MASK CONFUSION, AND A LESSON ON PRIVILEGE: In May, high school senior Ianne Salvosa crossed the graduation stage at Liberty High School, outside St. Louis, and accepted her diploma. But the lessons she’ll be taking with her to college will go far beyond academics. The past year of fighting over mask requirements has left her with some uncomfortable feelings about her classmates. Students, many of whom openly doubted the efficacy of vaccines, fought with teachers over wearing masks. Long before vaccinations were commonplace, administrators frequently walked the halls with masks down. “Like all seniors who have lived through the past year, I understand burnout,” she writes. “But it appears our academic fatigue has seeped into our response to the pandemic.” The cavalier attitude toward masks, she said, “feels like some sort of show we put on so that the rest of the world can believe we did our part. It’s an ugly feeling I’ll take with me into college and beyond the current crisis.”

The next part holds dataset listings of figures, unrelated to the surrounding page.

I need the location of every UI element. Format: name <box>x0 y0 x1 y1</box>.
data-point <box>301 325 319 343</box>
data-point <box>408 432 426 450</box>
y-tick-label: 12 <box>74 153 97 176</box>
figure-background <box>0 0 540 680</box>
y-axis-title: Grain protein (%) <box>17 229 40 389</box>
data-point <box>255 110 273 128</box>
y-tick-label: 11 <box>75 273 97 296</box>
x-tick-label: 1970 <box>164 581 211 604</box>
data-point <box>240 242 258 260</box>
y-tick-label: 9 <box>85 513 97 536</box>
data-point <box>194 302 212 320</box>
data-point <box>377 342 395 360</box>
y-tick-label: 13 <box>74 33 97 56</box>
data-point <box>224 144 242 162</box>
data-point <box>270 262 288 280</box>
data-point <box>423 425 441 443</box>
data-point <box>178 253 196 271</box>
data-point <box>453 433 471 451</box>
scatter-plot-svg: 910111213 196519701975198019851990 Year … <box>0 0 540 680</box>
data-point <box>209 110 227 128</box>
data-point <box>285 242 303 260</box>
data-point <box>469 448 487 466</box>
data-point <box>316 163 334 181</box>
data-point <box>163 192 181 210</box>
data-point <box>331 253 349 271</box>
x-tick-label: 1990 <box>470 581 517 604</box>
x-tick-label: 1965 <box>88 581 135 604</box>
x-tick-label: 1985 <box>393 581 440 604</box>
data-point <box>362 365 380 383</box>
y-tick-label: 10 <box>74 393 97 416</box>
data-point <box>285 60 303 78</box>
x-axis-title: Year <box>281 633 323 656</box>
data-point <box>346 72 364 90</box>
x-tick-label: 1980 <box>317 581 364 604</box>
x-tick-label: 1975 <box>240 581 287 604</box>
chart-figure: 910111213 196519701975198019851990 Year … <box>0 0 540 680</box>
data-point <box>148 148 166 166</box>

Making connections, finding love
SEARCHING FOR WI-FI, STUDENT DISCOVERED HER NEIGHBORS: When New York City’s schools went remote in March 2020, Ilana Drake was stuck. Knowing the strongest Wi-Fi signal in her family’s small apartment emanated from the front closet, she set up base camp in a common hallway outside, across from the elevator. Then a strange thing happened: She began to listen. “You can hear everything in the hallway,” she writes. “I heard snippets of conversation from nearby apartments: marital arguments, frustrated parents, stock trades, kids engaging in homeschooling and, of course, a symphony of barking dogs.” She also got to know her neighbors and the building’s staff. Drake has a learning disability and recently graduated from the city’s High School for Math, Science and Engineering. But in the hallway, she learned that everyone had some sort of “academic backstory,” including the neighbor who dreaded standardized tests and the service technician who had been an engineer in the Dominican Republic and helped her with calculus. “Working in the hallway,” she wrote, “provided me with a passport to conversations that went beyond ‘hello’ and ‘have a good day.’”
YOUNG LOVE IN THE TIME OF COVID-19: Ila Kumar remembers her pre-pandemic dating life with a whiff of nostalgia: the “charming absurdity of pretending you are older than you are, wearing itchy sweaters in bad restaurants, knowing the 15-year-old across from you is going to insist he pays for your slice of pizza.” Now, Kumar writes of the difficulties of navigating the tricky waters of teenage romance at a time of swiftly changing guidelines regarding masks and social distancing. “Maybe I forgot what it means to get to know someone — to uncover their secret talent for impressions, learn the way their hands move when they dance to music in the car and remember how they smell,” she writes. “Every corner of a relationship requires work, and the specter of something as small as unanswered messages, wanting eye contact and being left without it, and midnight arguments requires the singular power of trust.”